The guys at Y-Combinator’s Segment, for instance, started off by building software for university professors but ended up building a company on top of a little javascript library. Again, something that was built within a couple of days.

The benefits of a publicly committing to a time-constrained startup emerge as indirect benefits, and there seem to be several:

  • Finishing projects gives you confidence, it gives you a sense of purpose.
  • Public accountability helps you overcome your fear of launching and promoting your products.
  • Putting constraints on your process promotes creativity.
  • Committing to launching a startup helps you become acquainted with the entire cycle of going from idea to finished product.
  • Participating in an event like the 24-hour startup challenge may give you a sense of belonging to a community of like-minded creatives.
  • Somehow participating in the process may snowball into the idea that ends up being the sustainable and scalable business model that you were hoping for, to begin with.

Conclusion

Your initial idea might not be what makes it. But perhaps, in the process, the confidence you build, the network you develop and the movement your start, will snowball into something far greater than anything you could have ever imagined.

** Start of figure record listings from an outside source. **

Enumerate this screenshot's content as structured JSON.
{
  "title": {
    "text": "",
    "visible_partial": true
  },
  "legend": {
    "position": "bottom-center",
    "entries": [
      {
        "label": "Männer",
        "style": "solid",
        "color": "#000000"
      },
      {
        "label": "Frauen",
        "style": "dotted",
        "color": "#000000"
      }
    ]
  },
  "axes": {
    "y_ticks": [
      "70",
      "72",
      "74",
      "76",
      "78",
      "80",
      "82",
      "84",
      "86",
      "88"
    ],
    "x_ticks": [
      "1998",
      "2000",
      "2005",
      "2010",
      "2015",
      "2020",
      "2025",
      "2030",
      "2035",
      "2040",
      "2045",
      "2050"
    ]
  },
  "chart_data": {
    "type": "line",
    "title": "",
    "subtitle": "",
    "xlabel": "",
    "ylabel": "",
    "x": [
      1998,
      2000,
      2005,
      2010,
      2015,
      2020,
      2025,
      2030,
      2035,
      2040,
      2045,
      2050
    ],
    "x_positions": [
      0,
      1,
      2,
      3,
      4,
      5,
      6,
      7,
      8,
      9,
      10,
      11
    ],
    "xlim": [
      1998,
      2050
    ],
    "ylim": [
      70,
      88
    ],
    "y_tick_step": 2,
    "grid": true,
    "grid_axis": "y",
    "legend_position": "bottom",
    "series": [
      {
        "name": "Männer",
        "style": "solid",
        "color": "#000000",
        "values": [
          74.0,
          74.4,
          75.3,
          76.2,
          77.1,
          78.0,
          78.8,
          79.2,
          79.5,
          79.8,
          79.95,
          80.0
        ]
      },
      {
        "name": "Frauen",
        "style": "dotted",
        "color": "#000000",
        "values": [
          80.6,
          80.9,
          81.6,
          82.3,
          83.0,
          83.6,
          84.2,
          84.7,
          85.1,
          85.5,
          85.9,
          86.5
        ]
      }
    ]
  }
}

Look at @patwalls. Nothing may come of his initial youdontneedWP 24 hr startup, but he may be at the helm of running a whole new kind of global, real-time hackathon for entrepreneurs. And perhaps, indirectly, that initial 24-hour stream gave him the confidence to make the jump.

Ironically I think Myk hits the nail on the head with his Tweet (but not in the way he intended it). The 24-hour challenge does indeed give people the idea that they can do something meaningful in 24 hours.

That's the point.

Inspired by the artist Austin Kleon, who is known for creating poems by blacking out words within the constraints of a single newspaper article, I leave you with my improved version of Myk’s critical tweet:

Many thanks to @levelsio and @patwalls who provided early feedback on this article.